I will never, ever be unarmed in the kind of place that I was when this attack happened.  Fortunately, I'm not in such places very often.  I've also realized that rural residential neighborhoods are often loaded with "weaponized" pit bulls.  I don't go into such areas without a good reason now.  Not to explore, not to check things out, not to take a nice walk.  I totally understand you fleeing that city.  I've said to myself, if I ever found myself living somewhere where I felt I *needed* to be armed 24/7, I should seriously consider why I'm doing that and GTFO.  Even if it takes a lot of money to do it, or abandoning personal property.  Life is more important than things.

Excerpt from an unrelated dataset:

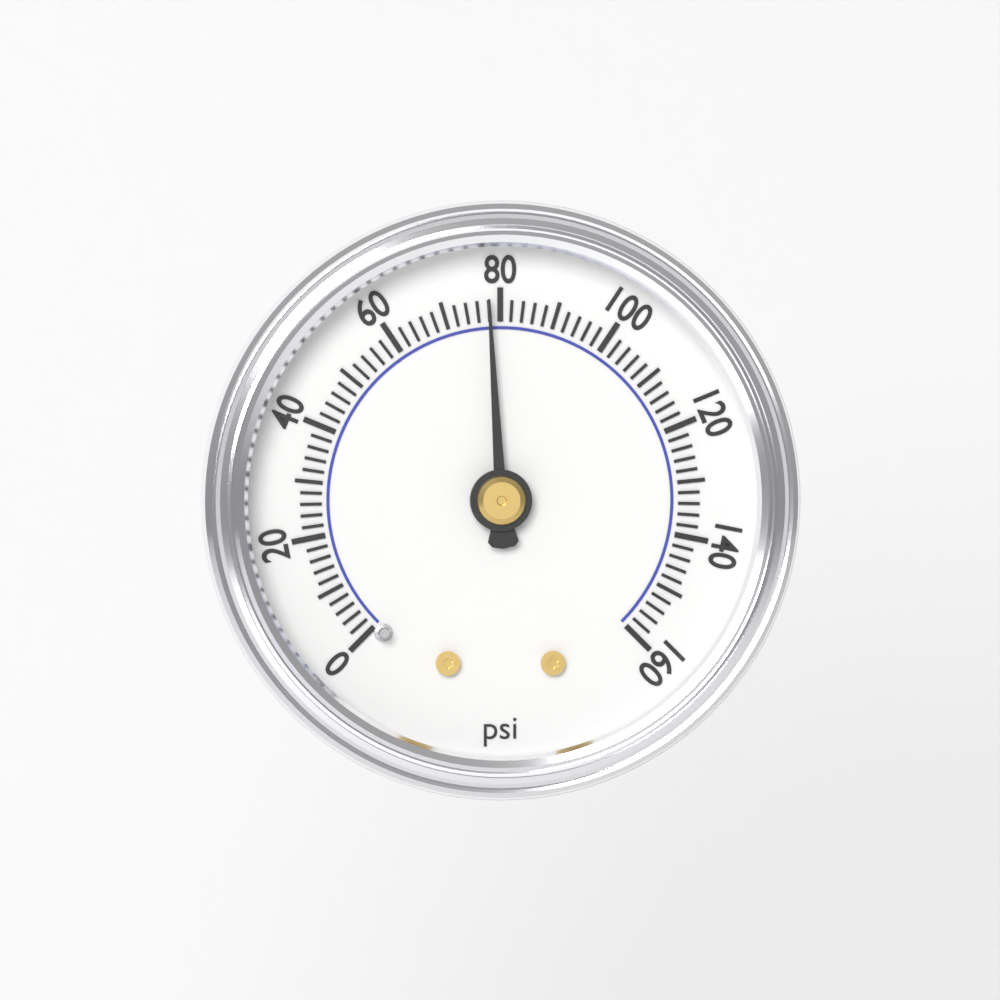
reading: 78 psi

I'm a martial artist and a strong supporter of the Second Amendment.  That said I do not own a gun, and I haven't even been driven to carry pepper spray yet.  This is mainly becuse I feel I have other options, lethal if need be.  I was not happy for many months after the incident though, and it's taken me awhile to de-stress and calm down about how I'd really handle things in the future.  I mastered avoidance a long time ago, it's the best tool in my toolbox, and rationally I have to convince myself that the situation that happened, is just not going to happen again.  I can control where I am and when I'm armed, and that's just not "general life" for me.  In general life, I do have plans and contingencies, but I've made it many years without being in any problem areas where weaponized pit bulls are freely roaming the streets.

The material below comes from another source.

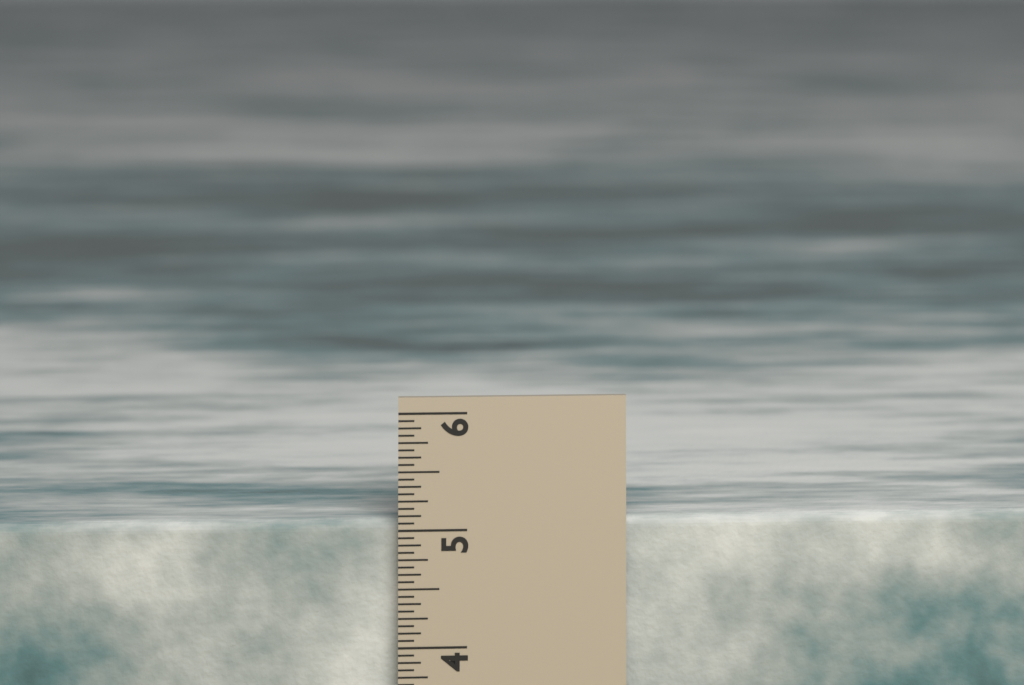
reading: 5.0625 in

I'd like to add a racist note to the end of this.  It is my anecodotal experience that disproportionate numbers of black children in the USA are deadly afraid of dogs.  Not all by a long shot.  Some like dogs just fine.  But if I'm going to hazard a guess as to which children are afraid of dogs, without even looking at them, I'm going to say they're black.  They might be from India, a rare few might be Hispanic, but they're almost never white and if they're scared to death, they're usually black.  Sometimes I get these ridiculous reactions even from pre-teens or teenagers when walking down the street, scared to death and jumping out of the way of my 65 lb. rather nice on-a-leash lab mix dog.  I ran this racist observation past a friend of mine from NYC who did lots of work with disadvantaged youth back in the day.  It didn't surprise him a bit and he said it's the legacy of people growing up in neighborhoods where dogs are viewed as weapons.  Hence why I use the phrase "weaponized" above, as I've met plenty of smaller pits that are just fine.

Sorry Las Cruces sucked.  You did well to leave.  The mildly PTSD-like symptoms will diminish over time.

As for some other themes in your article, like guns being powerful, being afraid of having that power or using it... well I understand, and I can empathize, but enough martial training for long enough will turn those things into tools rather than talismans.  It can take awhile though, and deciding what your Rules of Engagemet are, is part of the martial arts learning curve / growth.  I used to feel funny about knives, and now they're just things I cut my mangoes and cheese with.  I still haven't learned the gun, it's a frontier for me.  I will do it within the next 2 years, because I know I have to have the skill *before* I need to use it.  But I'm not being driven there out of any immediate need, or fear.  By the time I get there, I think all those weird feelings about "OMFG there's all these horrible things I could do with a gun!" will go away.  Just like, every once in awhile I think anyone (including me) could just end their life, right now, by turning the wheel of their car violently while driving down the Interstate.  So why not do it?  Well, I think because it would suck, and serve no purpose other than satisfying a fleeting, crazy impulse.  I'm not that impulsive a guy and I do have a healthy self-preservation instinct.  I tell myself that farmers use guns for things like shooting vermin, that it's a tool and I don't do stupid things with a power saw when I use one.